Editor's note: China's Premier Wen Jiabao this month cut China's economic growth outlook this year from a long-held 8 percent to 7.5 percent. The announcement has economists buzzing. Here's what some of them had to say.
We raise the expectation for China's economic growth this year to 8.6 percent from 8.3 percent, mainly due to three reasons.
(1) Our global team has raised its growth forecast for the US and Japan this year and sees China's PMI sub-index for new export orders rising.
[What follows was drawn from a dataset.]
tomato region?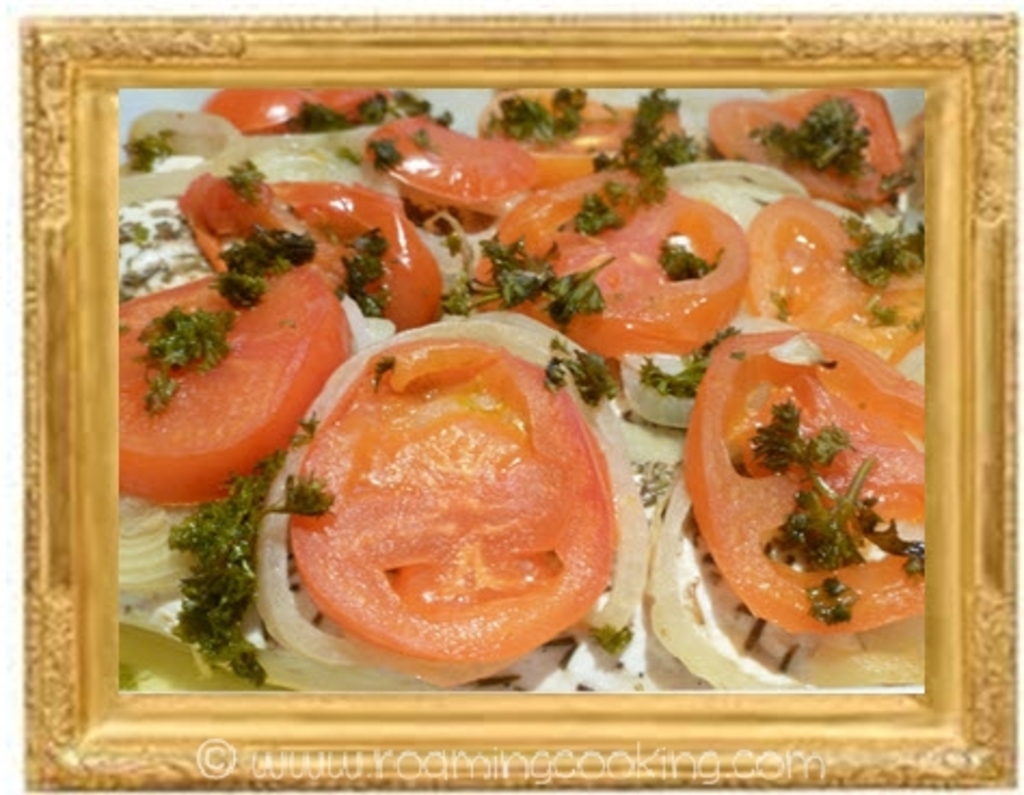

Those encourage us to raise China's export growth from 8 percent to 13 percent this year.
(2) Smaller businesses that account for 70 percent of employment in the industrial sectors are improving.
(3) The impact of the cooler property market on China's economy was not as serious as we used to think.
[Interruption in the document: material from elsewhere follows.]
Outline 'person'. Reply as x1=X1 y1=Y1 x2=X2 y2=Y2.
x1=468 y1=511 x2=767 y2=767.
PMIs (which measure the activity of purchasing managers) in the US, Japan and Europe have been improving in recent months. Based on our experience, every 1.5 percentage point increase in the weighted average economic growth indices for the three countries will lead to a 5 percentage point increase in China's exports.
Our global team in February raised Japan's economic growth forecast from 0.7 percent to 2.5 percent, and for the US, from 2.4 percent to 2.7 percent. That will lift China's export growth by 4 to 5 percentage point this year.
Compared with the third quarter last year, the commercial environment for small businesses in China has improved significantly. They altogether account for more than 90 percent of industrial companies. Improved liquidity, easing price pressures on raw materials and a recovery of export orders drove the PMI index for smaller companies to a two-year high of 55.2 in February.
Besides, we expect regulatory extension for several hundred billion yuan of local government debt, which will indirectly improve liquidity for smaller businesses.
The correlation between the decline in the property market and the economy has been proven weaker than we previously thought. With a stable inventory in the industrial sector and the absence of any sharp slowdown in exports, the link between property controls and a manufacturing slowdown is weaker than the property slump of 2008.
Though growth in new residential construction in the last four months of 2011 eased 55 percent year on year, that slowdown will drag this year's gross domestic product down by less than 1 percentage point.